Jul 20 2012
Physical inactivity accounted for an estimated 5.3 million of the 57 million deaths in 2008, a report shows.
This equated to 9% of premature mortality worldwide when the four major noncommunicable diseases - coronary heart disease (CHD), Type 2 diabetes mellitus, breast cancer, and colorectal cancer (CRC) - were taken into account.
Reporting in The Lancet, authors I-Min Lee (Harvard Medical School, Boston, Massachusetts, USA) and colleagues say: "These findings make inactivity similar to the established risk factors of smoking and obesity."
Further analysis showed that eliminating physical inactivity would increase the worldwide average life expectancy by 0.68 years, and likely by more in physically inactive groups.
Using estimates of relative risk from meta-analyses and worldwide measures of inactivity from World Health Organization (WHO) studies, the researchers showed that eradicating inactivity would have the largest effect on CRC and breast cancer deaths, which could be reduced by 10% compared with 6% of CHD and 7% of Type 2 diabetes deaths. However, because of the prevalence of CHD, this is where the largest number of deaths could be prevented in absolute terms.
The authors acknowledge that completely overcoming physical inactivity worldwide is likely to be an unrealistic goal. Nevertheless, they show that even reductions of inactivity by 10% or 25% would save 533,000 and 1.3 million lives per year, respectively.
The impact of eliminating physical inactivity was also greatest in countries with the highest incomes. For example, the authors estimate that 98,000 deaths from CHD could be prevented in high-income countries compared with 15,000 in low-income countries. Preventable deaths from CRC were estimated at 37,000 in high-income countries compared with just 1000 in low-income countries.
The WHO currently recommends that adults take 30 minutes of moderate physical activity, 5 days a week. In another study taken from the same series in The Lancet on physical activity, by Pedro Hallal et al (Universidade Federal de Pelotas, Brazil), it was found that roughly three in 10 adults do not reach these recommendations.
"The role of physical inactivity continues to be undervalued despite robust evidence of its protective effects being available for more than 60 years," says Harold Kohl (University of Texas, Austin, USA), in a press release.
Providing updated information on these effects, the authors say: "We must explore all avenues and support all efforts to reduce physical inactivity worldwide."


*Exercise description*: When you transcribe the data below, reproduce every line exactly and leave each picture out.

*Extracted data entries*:

▼

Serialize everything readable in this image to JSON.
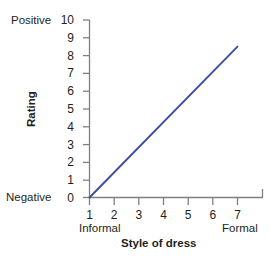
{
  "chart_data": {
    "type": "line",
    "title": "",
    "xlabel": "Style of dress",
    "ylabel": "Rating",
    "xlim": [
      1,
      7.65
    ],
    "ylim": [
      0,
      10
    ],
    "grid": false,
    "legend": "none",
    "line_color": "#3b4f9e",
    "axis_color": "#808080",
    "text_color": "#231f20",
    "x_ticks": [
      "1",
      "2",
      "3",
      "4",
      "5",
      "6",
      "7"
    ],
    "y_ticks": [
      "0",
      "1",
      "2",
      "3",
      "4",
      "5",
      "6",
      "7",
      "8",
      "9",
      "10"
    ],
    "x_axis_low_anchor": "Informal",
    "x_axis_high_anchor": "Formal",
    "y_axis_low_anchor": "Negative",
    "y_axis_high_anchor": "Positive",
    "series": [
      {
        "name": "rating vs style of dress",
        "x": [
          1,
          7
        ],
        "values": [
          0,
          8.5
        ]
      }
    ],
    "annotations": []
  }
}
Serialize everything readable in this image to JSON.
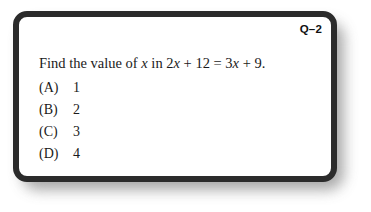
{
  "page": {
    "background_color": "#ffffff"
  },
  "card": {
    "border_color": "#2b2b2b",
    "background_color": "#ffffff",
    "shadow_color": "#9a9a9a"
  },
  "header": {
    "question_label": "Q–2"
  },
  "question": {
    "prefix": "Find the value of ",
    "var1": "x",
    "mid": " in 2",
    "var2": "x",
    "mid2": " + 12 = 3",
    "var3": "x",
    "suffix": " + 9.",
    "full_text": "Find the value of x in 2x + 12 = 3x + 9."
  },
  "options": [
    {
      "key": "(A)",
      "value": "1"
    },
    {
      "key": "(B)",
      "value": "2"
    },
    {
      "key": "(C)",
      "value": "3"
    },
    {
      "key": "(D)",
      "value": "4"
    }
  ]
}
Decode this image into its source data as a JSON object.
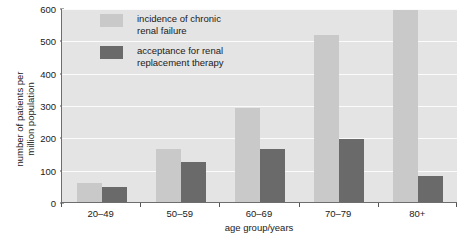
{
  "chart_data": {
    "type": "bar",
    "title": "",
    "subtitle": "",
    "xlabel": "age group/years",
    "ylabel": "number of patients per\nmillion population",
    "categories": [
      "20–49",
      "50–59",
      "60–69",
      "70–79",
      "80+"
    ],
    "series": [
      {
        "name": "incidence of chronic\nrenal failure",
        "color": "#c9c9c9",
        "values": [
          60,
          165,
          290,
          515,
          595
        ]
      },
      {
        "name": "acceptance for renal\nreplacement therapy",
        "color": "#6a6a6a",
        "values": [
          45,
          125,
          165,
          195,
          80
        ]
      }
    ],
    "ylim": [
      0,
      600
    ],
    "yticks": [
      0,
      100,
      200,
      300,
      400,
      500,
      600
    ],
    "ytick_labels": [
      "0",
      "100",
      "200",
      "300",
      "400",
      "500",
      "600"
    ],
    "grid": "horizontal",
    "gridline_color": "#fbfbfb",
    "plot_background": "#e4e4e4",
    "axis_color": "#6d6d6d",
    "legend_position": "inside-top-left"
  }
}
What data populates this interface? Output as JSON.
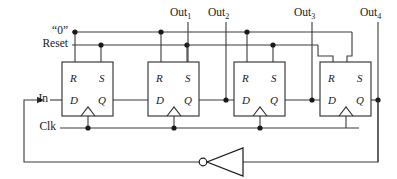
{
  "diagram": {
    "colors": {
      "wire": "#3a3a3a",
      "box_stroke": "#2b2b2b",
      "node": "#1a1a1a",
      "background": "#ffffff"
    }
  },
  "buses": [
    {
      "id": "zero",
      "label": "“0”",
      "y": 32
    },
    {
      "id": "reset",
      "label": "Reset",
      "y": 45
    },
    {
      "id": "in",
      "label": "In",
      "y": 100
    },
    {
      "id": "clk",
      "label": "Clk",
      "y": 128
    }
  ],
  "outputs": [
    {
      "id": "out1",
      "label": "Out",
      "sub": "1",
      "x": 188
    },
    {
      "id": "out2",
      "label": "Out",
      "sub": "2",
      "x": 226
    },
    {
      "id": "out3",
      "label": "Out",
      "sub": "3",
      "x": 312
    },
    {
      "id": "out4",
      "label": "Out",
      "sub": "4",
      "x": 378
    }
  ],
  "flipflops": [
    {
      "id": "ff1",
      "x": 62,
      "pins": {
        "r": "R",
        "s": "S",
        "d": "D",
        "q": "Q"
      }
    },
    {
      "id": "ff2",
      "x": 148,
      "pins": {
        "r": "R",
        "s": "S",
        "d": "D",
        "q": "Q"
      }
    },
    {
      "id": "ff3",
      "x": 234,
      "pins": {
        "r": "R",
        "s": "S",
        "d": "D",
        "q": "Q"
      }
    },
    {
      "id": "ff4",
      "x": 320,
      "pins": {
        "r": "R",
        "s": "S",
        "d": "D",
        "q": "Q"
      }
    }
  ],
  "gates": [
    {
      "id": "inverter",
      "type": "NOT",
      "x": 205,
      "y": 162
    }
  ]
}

▲

*Response for this exercise*:
Serialize everything readable in this image to JSON.
{
  "chart_data": {
    "type": "line",
    "title": "",
    "xlabel": "Style of dress",
    "ylabel": "Rating",
    "xlim": [
      1,
      7.65
    ],
    "ylim": [
      0,
      10
    ],
    "grid": false,
    "legend": "none",
    "line_color": "#3b4f9e",
    "axis_color": "#808080",
    "text_color": "#231f20",
    "x_ticks": [
      "1",
      "2",
      "3",
      "4",
      "5",
      "6",
      "7"
    ],
    "y_ticks": [
      "0",
      "1",
      "2",
      "3",
      "4",
      "5",
      "6",
      "7",
      "8",
      "9",
      "10"
    ],
    "x_axis_low_anchor": "Informal",
    "x_axis_high_anchor": "Formal",
    "y_axis_low_anchor": "Negative",
    "y_axis_high_anchor": "Positive",
    "series": [
      {
        "name": "rating vs style of dress",
        "x": [
          1,
          7
        ],
        "values": [
          0,
          8.5
        ]
      }
    ],
    "annotations": []
  }
}
Serialize everything readable in this image to JSON.
{
  "page": {
    "background_color": "#ffffff"
  },
  "card": {
    "border_color": "#2b2b2b",
    "background_color": "#ffffff",
    "shadow_color": "#9a9a9a"
  },
  "header": {
    "question_label": "Q–2"
  },
  "question": {
    "prefix": "Find the value of ",
    "var1": "x",
    "mid": " in 2",
    "var2": "x",
    "mid2": " + 12 = 3",
    "var3": "x",
    "suffix": " + 9.",
    "full_text": "Find the value of x in 2x + 12 = 3x + 9."
  },
  "options": [
    {
      "key": "(A)",
      "value": "1"
    },
    {
      "key": "(B)",
      "value": "2"
    },
    {
      "key": "(C)",
      "value": "3"
    },
    {
      "key": "(D)",
      "value": "4"
    }
  ]
}
Decode this image into its source data as a JSON object.
{
  "chart_data": {
    "type": "bar",
    "title": "",
    "subtitle": "",
    "xlabel": "age group/years",
    "ylabel": "number of patients per\nmillion population",
    "categories": [
      "20–49",
      "50–59",
      "60–69",
      "70–79",
      "80+"
    ],
    "series": [
      {
        "name": "incidence of chronic\nrenal failure",
        "color": "#c9c9c9",
        "values": [
          60,
          165,
          290,
          515,
          595
        ]
      },
      {
        "name": "acceptance for renal\nreplacement therapy",
        "color": "#6a6a6a",
        "values": [
          45,
          125,
          165,
          195,
          80
        ]
      }
    ],
    "ylim": [
      0,
      600
    ],
    "yticks": [
      0,
      100,
      200,
      300,
      400,
      500,
      600
    ],
    "ytick_labels": [
      "0",
      "100",
      "200",
      "300",
      "400",
      "500",
      "600"
    ],
    "grid": "horizontal",
    "gridline_color": "#fbfbfb",
    "plot_background": "#e4e4e4",
    "axis_color": "#6d6d6d",
    "legend_position": "inside-top-left"
  }
}
What data populates this interface? Output as JSON.
{
  "diagram": {
    "colors": {
      "wire": "#3a3a3a",
      "box_stroke": "#2b2b2b",
      "node": "#1a1a1a",
      "background": "#ffffff"
    }
  },
  "buses": [
    {
      "id": "zero",
      "label": "“0”",
      "y": 32
    },
    {
      "id": "reset",
      "label": "Reset",
      "y": 45
    },
    {
      "id": "in",
      "label": "In",
      "y": 100
    },
    {
      "id": "clk",
      "label": "Clk",
      "y": 128
    }
  ],
  "outputs": [
    {
      "id": "out1",
      "label": "Out",
      "sub": "1",
      "x": 188
    },
    {
      "id": "out2",
      "label": "Out",
      "sub": "2",
      "x": 226
    },
    {
      "id": "out3",
      "label": "Out",
      "sub": "3",
      "x": 312
    },
    {
      "id": "out4",
      "label": "Out",
      "sub": "4",
      "x": 378
    }
  ],
  "flipflops": [
    {
      "id": "ff1",
      "x": 62,
      "pins": {
        "r": "R",
        "s": "S",
        "d": "D",
        "q": "Q"
      }
    },
    {
      "id": "ff2",
      "x": 148,
      "pins": {
        "r": "R",
        "s": "S",
        "d": "D",
        "q": "Q"
      }
    },
    {
      "id": "ff3",
      "x": 234,
      "pins": {
        "r": "R",
        "s": "S",
        "d": "D",
        "q": "Q"
      }
    },
    {
      "id": "ff4",
      "x": 320,
      "pins": {
        "r": "R",
        "s": "S",
        "d": "D",
        "q": "Q"
      }
    }
  ],
  "gates": [
    {
      "id": "inverter",
      "type": "NOT",
      "x": 205,
      "y": 162
    }
  ]
}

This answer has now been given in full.